It was indeed a powerful experience to observe his paintings and drawings in the PACE gallery today on 57th street.

Picasso was born in the year 1881 in Spain, though he had spent most of his career as an artist in France. He is known for the development of analytic and synthetic cubism as well as surrealism- types of art that have ever since remained highly influential and appreciated all around the world.

In this particular exhibition, Picasso features his second wife Jacqueline as a beautiful, almost immortal figure. Jacqueline had accompanied Picasso for longer than any other woman had, and she’d been his artistic muse during the critical time before his death.

As I was looking at the various paintings in the gallery, I realized that many of them looked so simplistic yet so complex once you got a better, closer look. Picasso used many different variations of Jacqueline, painting her in different positions and colors, using cubism elements, or simply painting her portraits.
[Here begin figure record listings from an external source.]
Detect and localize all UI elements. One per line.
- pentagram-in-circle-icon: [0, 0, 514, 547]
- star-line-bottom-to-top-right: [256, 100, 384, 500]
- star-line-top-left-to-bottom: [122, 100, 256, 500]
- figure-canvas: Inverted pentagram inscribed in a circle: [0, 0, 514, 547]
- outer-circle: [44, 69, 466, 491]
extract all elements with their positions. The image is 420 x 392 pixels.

Yet in spite of all these variations, it was possible to feel that she was greatly admired and loved by him through his art.

On one of the walls in the galleries I noticed a quote by Helene Parmelin that perfectly describes Jacqueline’s impact on this exhibition: “Jacqueline has, to an unimaginable degree, the gift of becoming painting… She unfolds to infinity. She invades everything, becomes everybody.” Undoubtedly, this is exactly what Picasso had intended to do: make Jacqueline become everything and everybody.
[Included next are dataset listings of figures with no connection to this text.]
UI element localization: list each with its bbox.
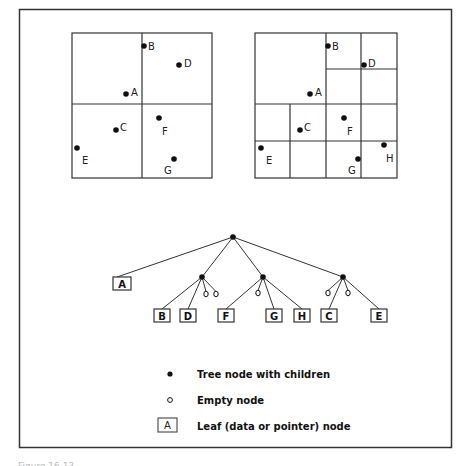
data-point-e (74, 145, 80, 151)
data-point-a (307, 91, 313, 97)
leaf-label: E (376, 311, 383, 322)
tree-internal-node (199, 274, 205, 280)
point-label: D (184, 58, 192, 69)
left-quadtree-points: BDACFEG (74, 41, 192, 176)
quadtree-tree: ABDFGHCE (113, 234, 387, 322)
point-label: H (386, 153, 394, 164)
data-point-a (123, 91, 129, 97)
point-label: C (304, 122, 311, 133)
data-point-f (341, 115, 347, 121)
tree-empty-node (256, 290, 260, 296)
point-label: G (164, 165, 172, 176)
legend-label-empty-node: Empty node (197, 395, 264, 406)
tree-empty-node (214, 291, 218, 297)
data-point-b (141, 43, 147, 49)
point-label: B (332, 41, 339, 52)
point-label: C (120, 122, 127, 133)
data-point-d (361, 62, 367, 68)
data-point-g (355, 156, 361, 162)
point-label: E (266, 155, 272, 166)
data-point-h (381, 142, 387, 148)
tree-empty-node (346, 290, 350, 296)
leaf-label: D (184, 311, 192, 322)
data-point-e (258, 145, 264, 151)
right-quadtree-partition: BDACFEGH (255, 33, 397, 178)
tree-empty-node (204, 291, 208, 297)
figure-frame (20, 10, 452, 448)
legend-label-tree-node: Tree node with children (197, 369, 330, 380)
figure-caption: Figure 16.13 (18, 458, 458, 466)
point-label: G (348, 165, 356, 176)
data-point-b (325, 43, 331, 49)
tree-edges (117, 237, 379, 309)
point-label: E (82, 155, 88, 166)
data-point-c (113, 127, 119, 133)
point-label: F (162, 126, 168, 137)
legend-leaf-box-label: A (164, 420, 171, 431)
point-label: A (131, 87, 138, 98)
leaf-label: H (298, 311, 306, 322)
legend: Tree node with children Empty node A Lea… (158, 369, 351, 432)
quadtree-figure: BDACFEG BDACFEGH ABDFGHCE Tree node with… (0, 0, 469, 466)
leaf-label: C (325, 311, 332, 322)
empty-dot-icon (168, 398, 173, 403)
point-label: A (315, 87, 322, 98)
left-quadtree-partition: BDACFEG (72, 33, 212, 178)
tree-nodes: ABDFGHCE (113, 234, 387, 322)
data-point-d (176, 62, 182, 68)
tree-empty-node (326, 290, 330, 296)
data-point-f (156, 115, 162, 121)
leaf-label: F (223, 311, 230, 322)
leaf-label: B (158, 311, 166, 322)
tree-root-node (230, 234, 236, 240)
point-label: D (368, 58, 376, 69)
data-point-c (297, 127, 303, 133)
leaf-label: G (270, 311, 278, 322)
tree-internal-node (260, 274, 266, 280)
point-label: B (148, 41, 155, 52)
filled-dot-icon (167, 371, 172, 376)
legend-label-leaf-node: Leaf (data or pointer) node (197, 421, 351, 432)
leaf-label: A (118, 279, 126, 290)
data-point-g (171, 156, 177, 162)
point-label: F (347, 126, 353, 137)
tree-internal-node (340, 274, 346, 280)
A particular set of paintings that I thought was interesting is called “Jacqueline With Multicolored Straw Hat”. This set consisted of 6 paintings of Jacqueline, each labeled by Picasso as an individual stage. Though all six are practically the same, the only difference among them is the color. This made me curious to know how was Picasso able to replicate the paintings 6 times, making them all look so similar to each other, almost as if he took a photograph of it and simply reprinted it in different colors. I found it astonishing that the details of each panting were so much alike. Perhaps, the variation of the colors (which were going from light to dark) was meant to represent the stages of life, the first being the lightest and last being the darkest, almost as if it was meant to represent life, death, and the stages in between.

 

Below is one of the paintings of Jacqueline With Multicolored Straw Hat:

“Jacqueline With Multicolored Straw Hat” (Picasso; January 17, 1962)

 

I certainly enjoyed visiting the PACE gallery today, and I feel proud to be able to say that I have finally really seen a Picasso.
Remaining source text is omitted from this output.